Addendum One Carbon Dioxide

The contribution from carbon dioxide to the total Greenhouse effect, as determined by the Cardinal Model is

Caardinal5

Most of the variability observed comes from changes in temperatures (predominantly of the lower Troposphere and lower Stratosphere).

In the case of carbon dioxide, the effective emission altitude for the saturation zone is the lower Stratosphere. This is the altitude where temperature decline flattens out and thermodynamic considerations stop further Greenhouse gas absorption of CO2 which still has sufficient concentration to support transmission.

In reality, the lower Stratosphere temperature profile is not completely flat and some inhomogeneities allow regions of absorption and emission which are assumed by the Cardinal model to be represented by an average parameter.

The changes of temperature (lower Troposphere and lower Stratosphere) affect the change in Greenhouse Effect due to all CO2 in the atmosphere - particularly the concentrations existing in pre-industrial times..

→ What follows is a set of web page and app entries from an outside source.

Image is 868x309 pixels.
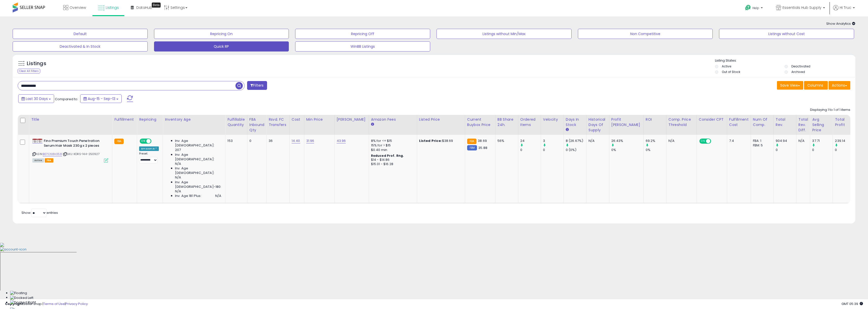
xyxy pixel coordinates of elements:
button: Last 30 Days [19,94,54,103]
div: Historical Days Of Supply [589,117,607,133]
label: Active [722,64,731,69]
div: 0 [521,148,541,152]
span: Inv. Age [DEMOGRAPHIC_DATA]: [175,153,221,161]
div: Velocity [543,117,562,122]
span: Inv. Age [DEMOGRAPHIC_DATA]: [175,166,221,175]
div: 3 [543,139,564,143]
div: Clear All Filters [18,69,40,73]
span: 207 [175,148,181,152]
i: Get Help [745,5,751,11]
p: Listing States: [716,59,856,63]
div: Listed Price [419,117,463,122]
button: Columns [805,81,828,90]
button: Quick RP [154,42,289,52]
label: Out of Stock [722,70,740,74]
div: Ordered Items [521,117,539,127]
span: ON [700,139,706,144]
div: Fulfillable Quantity [227,117,245,127]
small: FBM [467,145,477,151]
span: Help [753,6,760,10]
span: OFF [151,139,159,144]
span: | SKU: KORS-14.4-250927 [63,152,100,156]
div: 153 [227,139,243,143]
span: Inv. Age 181 Plus: [175,194,202,199]
div: 8% for <= $15 [371,139,413,143]
div: N/A [668,139,693,143]
span: Hi Truc [840,5,852,10]
small: Days In Stock. [566,127,569,132]
div: 26.43% [611,139,644,143]
div: Days In Stock [566,117,584,127]
div: 0 [249,139,263,143]
div: Fulfillment [114,117,135,122]
div: N/A [589,139,606,143]
span: Compared to: [55,97,78,101]
div: Rsvd. FC Transfers [268,117,288,127]
div: Title [31,117,110,122]
div: Total Rev. [776,117,795,127]
div: Displaying 1 to 1 of 1 items [810,107,850,113]
div: Amazon AI * [139,147,159,151]
span: Columns [808,83,824,88]
div: Total Rev. Diff. [798,117,808,133]
button: Listings without Cost [719,29,854,39]
div: 0 [543,148,564,152]
small: Amazon Fees. [371,122,374,127]
button: Aug-15 - Sep-13 [80,94,121,103]
div: 0% [611,148,644,152]
b: Listed Price: [419,138,443,143]
div: N/A [798,139,807,143]
div: Avg Selling Price [812,117,831,133]
div: Repricing [139,117,161,122]
div: 8 (26.67%) [566,139,586,143]
div: BB Share 24h. [497,117,516,127]
div: 37.71 [812,139,833,143]
label: Deactivated [791,64,811,69]
button: Deactivated & In Stock [12,42,148,52]
div: Total Profit [836,117,853,127]
div: 0 [836,148,856,152]
div: Current Buybox Price [467,117,494,127]
div: Num of Comp. [754,117,771,127]
div: 904.94 [776,139,797,143]
span: OFF [710,139,719,144]
small: FBA [467,139,477,144]
b: Fino Premium Touch Penetration Serum Hair Mask 230g x 2 pieces [44,139,105,149]
span: Aug-15 - Sep-13 [87,97,115,101]
div: Consider CPT [699,117,725,122]
span: FBA [45,158,53,163]
a: Help [741,1,768,16]
span: N/A [175,175,181,180]
div: 69.2% [646,139,666,143]
span: ON [140,139,146,144]
button: Filters [248,81,267,90]
small: FBA [114,139,124,144]
a: B07C68H358 [43,152,62,156]
div: Min Price [306,117,333,122]
button: Save View [777,81,804,90]
span: Show: entries [22,210,58,216]
span: All listings currently available for purchase on Amazon [32,158,44,163]
a: 43.96 [337,138,346,144]
img: Floating [10,291,27,296]
div: $0.40 min [371,148,413,152]
div: Inventory Age [165,117,223,122]
span: N/A [175,189,181,194]
div: FBM: 5 [754,143,770,148]
div: 36 [268,139,285,143]
a: 31.96 [306,138,315,144]
b: Reduced Prof. Rng. [371,154,405,158]
h5: Listings [27,60,46,67]
span: 35.88 [478,145,487,151]
span: Inv. Age [DEMOGRAPHIC_DATA]-180: [175,180,221,189]
span: Show Analytics [826,21,856,26]
span: N/A [175,161,181,166]
button: Non Competitive [578,29,713,39]
button: WinBB Listings [296,42,430,52]
span: Listings [106,5,119,10]
span: DataHub [136,5,152,10]
div: 0% [646,148,666,152]
a: Hi Truc [833,5,855,16]
button: Default [12,29,148,39]
div: FBA inbound Qty [249,117,265,133]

Almost all the variation in Greenhouse absorption by CO2 comes from the effect of varying temperatures in the saturation zone which is essentially unchanged (in terms of frequency range) from pre-industrial times.

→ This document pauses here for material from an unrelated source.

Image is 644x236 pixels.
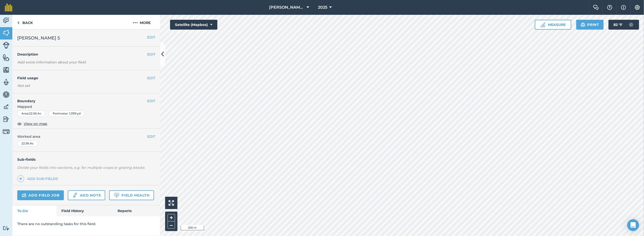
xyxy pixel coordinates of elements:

By looking at annual averages (thereby averaging out seasonal effects) and adjusting for temperature variations, the progression of carbon dioxide’s contribution to the total Greenhouse effect may be plotted against CO2 concentration.

Cardinal6

The green line is of the form proposed by Arrhenius which is the form proposed by Anointed Modellers. The green line which best fits the Cardinal model calculations (the red circles on the above graph) is CO2 WM-2 = 5.7 * ln(CO2 ppm).

This falls somewhere between the examples shown in Note 14 of 'The Greenhouse Effect - Technical References and Backup'.

The current IPCC (per their AR6 report) favours a ‘central’ factor of 5.35 for the range of theoretically determined factors used in the Arrhenus form equations of climate modelling.

The red line follows an empirical determined [tanh] relationship:

  • Greenhouse effect = a * tanh(b times CO2 concentration in ppm)
  • Where: a = 34 and b = 0.009

Note hyperbolic tangent [tanh] is a mathematical function that describes various physical processes involving radiation interaction with matter. This is further discussed in addendum three.

Note: the red line shown above is a best-fit empirical relationship and the parameter values giving the best-fit are not underpinned by theoretical calculations. This argues that the relationship which fits the ‘real world’, although determined empirically, is superior to the theoretical calculation resulting from the circular reasoning of the Anointed modelers.

The value for ‘doubling’ from 277 to 554 ppm is 0.366 WM-2 derived from this empirical curve. The increment from tripling to 831 ppm is minimal as the ‘flat’ part of the [tanh] curve has been reached.

The Arrhenius ‘doubling’ from 277 to 554 ppm is 3.97 WM-2. The increment from ‘tripling’ is a further 2.32 WM-2.

Higher altitude Carbon Dioxide emissions

The emissions from high altitude carbon dioxide from the warming zone of the mid to upper Stratosphere may, arguably, be increased by the increased concentration since pre-industrial times.

As these emissions predominantly come from the main absorption/emission peaks where effective density (number density times absorption cross-section) is sufficiently boosted they may be expected to follow a steeper part of the [tanh] curve than is observed in the Troposphere.

But this 'steeper' effect is a cooling effect as a result of more infrared radiation being emitted to outer space.

Arguably, if the effect were appreciable, it would reduce the contribution to the total greenhouse effect as CO2 concentrations increase - i.e. increased CO2 levels cause Global Cooling.

Attempts to find empirical parameters modelling this expected effect failed to improve the fit (by variance minimisation) of the Cardinal Model so I conclude that this 'Global Cooling' effect is insufficient at CO2 concentrations of 300-400ppm to register anything other that a damping effect on the Tropospheric warming effect.

But I could argue that as the Stratospheric Cooling is on a steeper part of the [tanh] curve compared to Tropospheric Warming, at significantly higher CO2 concentrations Cooling might begin to swamp Warming!

I won't live for another 80 years to observe if this 'swamping' hypothesis is verified by observation.

But it would be a real turn-up for the books if de-carbonising policies actually cause extra warming!